Thursday, November 15, 2012

Alas, E Pluribus Pluribus

Alas, E Pluribus Pluribus
Wednesday, November 14, 2012
by Burt Prelutsky

Not being conversant in Latin, I may have bungled the title, but I figure that if e pluribus unum means one out of many, what we have turned into is an America that the Founding Fathers would never recognize. When you look at the election map, we more closely resemble the Balkans than the America that used to lie between the Atlantic and the Pacific.

Even if, like me, you wonder what happened to those two million Republicans who saw fit to vote for John McCain, but decided to stay home this time alphabetizing their canned goods, there’s no getting around the fact that Obama has managed to expand on FDR’s base. Whereas Roosevelt managed to win four elections by appealing mainly to blacks, Jews and union members, Obama has cobbled together those three blocs along with Hispanics, homosexuals, single women, Asians, Muslims and college students.

One can hardly blame Obama for causing divisions. After all, he was desperately seeking re-election. And you can’t blame Romney although a lot of right-wing Monday morning quarterbacks are doing so. He ran a fine campaign. And if the guy who oversaw the worsening of a bad economy; pushed through ObamaCare; lied about Benghazi; and promoted class, gender and race, warfare, could get himself re-elected, you can’t blame his opponent.

You can, however, blame the media that stood by while Obama provided the clumsiest cover-up of a government scandal since Watergate; that helped him portray Romney as an evil plutocrat; and applauded his every utterance as if it came straight from the Mount.

You can also blame parents who have reared the greediest, most self-indulgent, self-satisfied, bunch of hedonistic morons in this nation’s history.
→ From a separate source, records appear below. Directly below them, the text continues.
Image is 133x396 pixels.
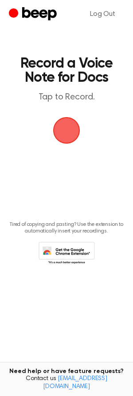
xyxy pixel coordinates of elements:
a: [EMAIL_ADDRESS][DOMAIN_NAME] [43,376,107,390]
span: Contact us [5,376,127,391]
button: Beep Logo [53,117,80,144]
a: Log Out [81,4,124,25]
p: Tired of copying and pasting? Use the extension to automatically insert your recordings. [7,222,126,235]
a: Beep [9,6,59,23]
p: Tap to Record. [16,92,117,103]
h1: Record a Voice Note for Docs [16,57,117,85]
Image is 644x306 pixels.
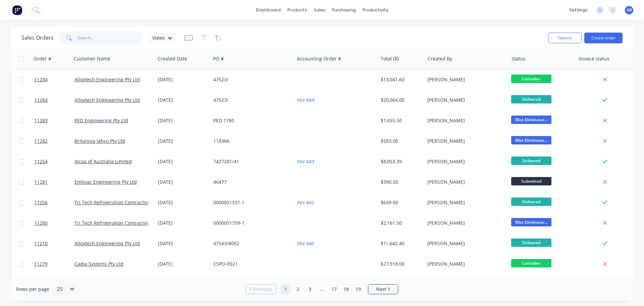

I mean, it’s not as if these youngsters who think that everything from a college education to cell phones and a lifetime supply of birth control pills are entitlements, were hatched from eggs, although they clearly have close ties to those, such as chickens and snakes, who are.

The reason that the future looks so bleak is because, as I wrote prior to the election, America could probably survive four more years of Obama, but it can’t survive a population that would re-elect him. It means that the takers now out-number the makers. What’s more, when you consider the demographics, it’s obvious that Obama’s groupies breed at a far faster rate than the rest of us. I guess that figures because they have so much more time to devote to that particular activity.

After Obama defeated Romney, Paul Krugman, who would be an embarrassment to the NY Times if the Times had the capacity to be embarrassed, advised Obama not to even consider compromising with the Republicans in the House. Instead, Krugman, who has won a Nobel Prize in the field of Economics, said Obama should call their bluff and let the economy go over the cliff. I guess there’s no reason why a guy who pulls down about $50,000 per speaking gig should concern himself with what another recession will do to the middle class. It just goes to show that the Peace Prize isn’t the only inexcusable waste of Alfred Nobel’s TNT royalties.

In the aftermath of the election, Chris Matthews thanked Hurricane Sandy for helping to get Obama re-elected. In a way, it’s rather magnanimous of Matthews to give a thumbs-up to a malevolent Mother Nature. It can only mean that he has finally forgiven the old girl for cursing him with that embarrassing lisp.

Speaking of Sandy, I have tried in vain to find mention of any nation offering to help us deal with the debt and destruction left in its wake. I would hope, but not expect, that Congress would keep that in mind when determining to which nations we should extend foreign aid with money we first have to borrow from the shylocks in China.

There are two groups of people to whom we are expected to bend a knee simply because they are identified as civil rights leaders or former members of the military. In the first group, we find such leeches as Jesse Jackson, Al Sharpton and Joseph (“White folks are all going to Hell”) Lowery, the reverend who delivered the benediction at Obama’s inauguration, no doubt because Jeremiah Wright was still busy crawling out from under the bus where Obama had thrown him.

In the second group, we find the likes of Colin Powell, David Petraeus, Charley Rangel, John McCain and the late Rep. John Murtha. I’m not sure if the Peter Principle applies, the notion that people tend to rise in a bureaucracy to their level of incompetence, but it certainly seemed to kick in once these guys returned to civilian life.

In the aftermath of the election, I have tried to adopt a philosophical attitude. I tried to remind myself that this, too, will pass. But that’s like saying this, too, will pass when referring to a kidney stone the size of Obama.

Frankly, I’m not sure what I find the most disgusting, but contenders are, one, that 80% of blacks, whites and Hispanics, between the ages of 18 and 29, voted for Obama; that a super candidate like Romney couldn’t even do as well as John McCain; or that 50,000 Americans squandered their birthright voting for Roseanne Barr.

Finally, on November 6, 2012, it’s as if the ship of state was renamed the Titanic and the majority of the passengers said, “Hey, look, there’s an iceberg. Let’s hit it!”